Poor old Hortense was being extremely cantankerous and giving Tristan a long-distance earful. For the first time in eighty-five years, she was no longer Étienne’s little sister. As head of the family, she was feeling old, arthritic and frighteningly exposed. Tristan so wished he could comfort her.
Oh, my goodness, thought Serena, as he wandered back into the room. He was wearing a battered leather jacket, a buttoned-down peacock blue shirt, and Levi’s clinging to his lean hips. Serena immediately wanted to plunge her fingers into his shock of dark hair, and run her tongue along his rubbery jut of lower lip before burying her mouth in his. Instead, she smiled coolly, accepted a glass of Dom Pérignon, and said, ‘Tell us about this Posa, Rannaldini.’
‘He’s called Mikhail Pezcherov. Solti call me after hearing him do the role in Russian. He’s now singing Macbeth in some crappy production and making ends meet belting out songs in a nightclub.’
‘And which do we have to endure?’
‘If we leave soon, we’ll make the second act of Macbeth.’
Landing in Prague, they were driven over the cobbles of ill-lit back streets to a crumbling opera-house. Rannaldini, well known to scream at latecomers, had no compunction in sweeping his party into their seats in the middle of the banquet scene. A rumble of excitement went through the theatre and Lady Macbeth stopped singing altogether to gaze at the great Maestro.
Another wild-goose chase, sighed Serena, who’d made sure she was sitting next to Tristan. The sets and costumes might have come from an amateur operatic society’s production of Brigadoon. Neither conductor, soloists nor chorus could agree on tempi. Attempting to glide through a castle wall, Banquo’s ghost sent it flying.
But out of this shambles came a voice of such beauty, so deep, rich, soft, yet intensely masculine, that Rannaldini’s party turned to each other in rapture. Tristan was so excited he hardly felt Serena’s pinstriped leg rubbing against his.
Mikhail Pezcherov was also an excellent actor, with a square, expressive face and strong features, enhanced by a black moustache and beard, and a curly bull’s poll tumbling over soulful dark eyes. More important, if he were going to play the gallant Marquis of Posa, he was of heroic stature, with long, strong legs that would look marvellous in tights.

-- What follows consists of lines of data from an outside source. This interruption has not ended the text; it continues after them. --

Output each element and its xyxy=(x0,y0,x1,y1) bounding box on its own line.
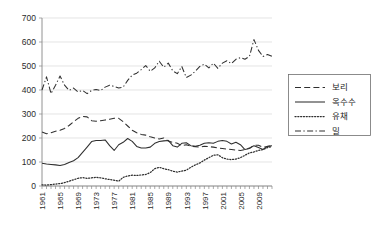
x-tick-label: 1965 xyxy=(56,191,65,209)
x-tick-label: 1973 xyxy=(92,191,101,209)
legend-label-1: 옥수수 xyxy=(332,97,356,107)
x-tick-label: 1969 xyxy=(74,191,83,209)
y-tick-label: 500 xyxy=(22,61,36,71)
y-tick-label: 700 xyxy=(22,13,36,23)
x-tick-label: 1985 xyxy=(146,191,155,209)
chart-canvas: 0100200300400500600700 19611965196919731… xyxy=(0,0,378,231)
x-tick-label: 1993 xyxy=(183,191,192,209)
legend-label-3: 밀 xyxy=(332,126,340,136)
y-tick-label: 600 xyxy=(22,37,36,47)
x-tick-label: 1997 xyxy=(201,191,210,209)
chart-legend: 보리옥수수유채밀 xyxy=(289,75,371,136)
x-tick-label: 1989 xyxy=(164,191,173,209)
x-tick-label: 1981 xyxy=(128,191,137,209)
x-tick-label: 1977 xyxy=(110,191,119,209)
x-tick-label: 2009 xyxy=(255,191,264,209)
legend-border xyxy=(289,75,371,136)
legend-label-2: 유채 xyxy=(332,111,348,121)
legend-label-0: 보리 xyxy=(332,82,348,92)
y-tick-label: 400 xyxy=(22,85,36,95)
y-tick-label: 100 xyxy=(22,157,36,167)
y-tick-label: 0 xyxy=(31,181,36,191)
x-tick-label: 2005 xyxy=(237,191,246,209)
x-tick-label: 2001 xyxy=(219,191,228,209)
y-tick-label: 300 xyxy=(22,109,36,119)
line-chart: 0100200300400500600700 19611965196919731… xyxy=(0,0,378,231)
y-tick-label: 200 xyxy=(22,133,36,143)
x-tick-label: 1961 xyxy=(38,191,47,209)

Afterwards, he welcomed Rannaldini and his party backstage.
‘My knees knock, my tongue thicken in mouth, I can only croak hello, I am so excited,’ he announced, thrusting mugs of very rough red wine into their hands.
He wished he could afford something more expensive but all his money was going home to support his darling wife, Lara, and his children. Showing the visitors their photographs, he wiped away copious tears, but all would be worthwhile, if they could live together one day in comfort.
‘How did you meet your wife?’ asked Helen.
‘I was best man at wedding. Lara was bridesmaid. I sing “Nessun’ Dorma” at reception. Zat was zat,’ sighed Mikhail.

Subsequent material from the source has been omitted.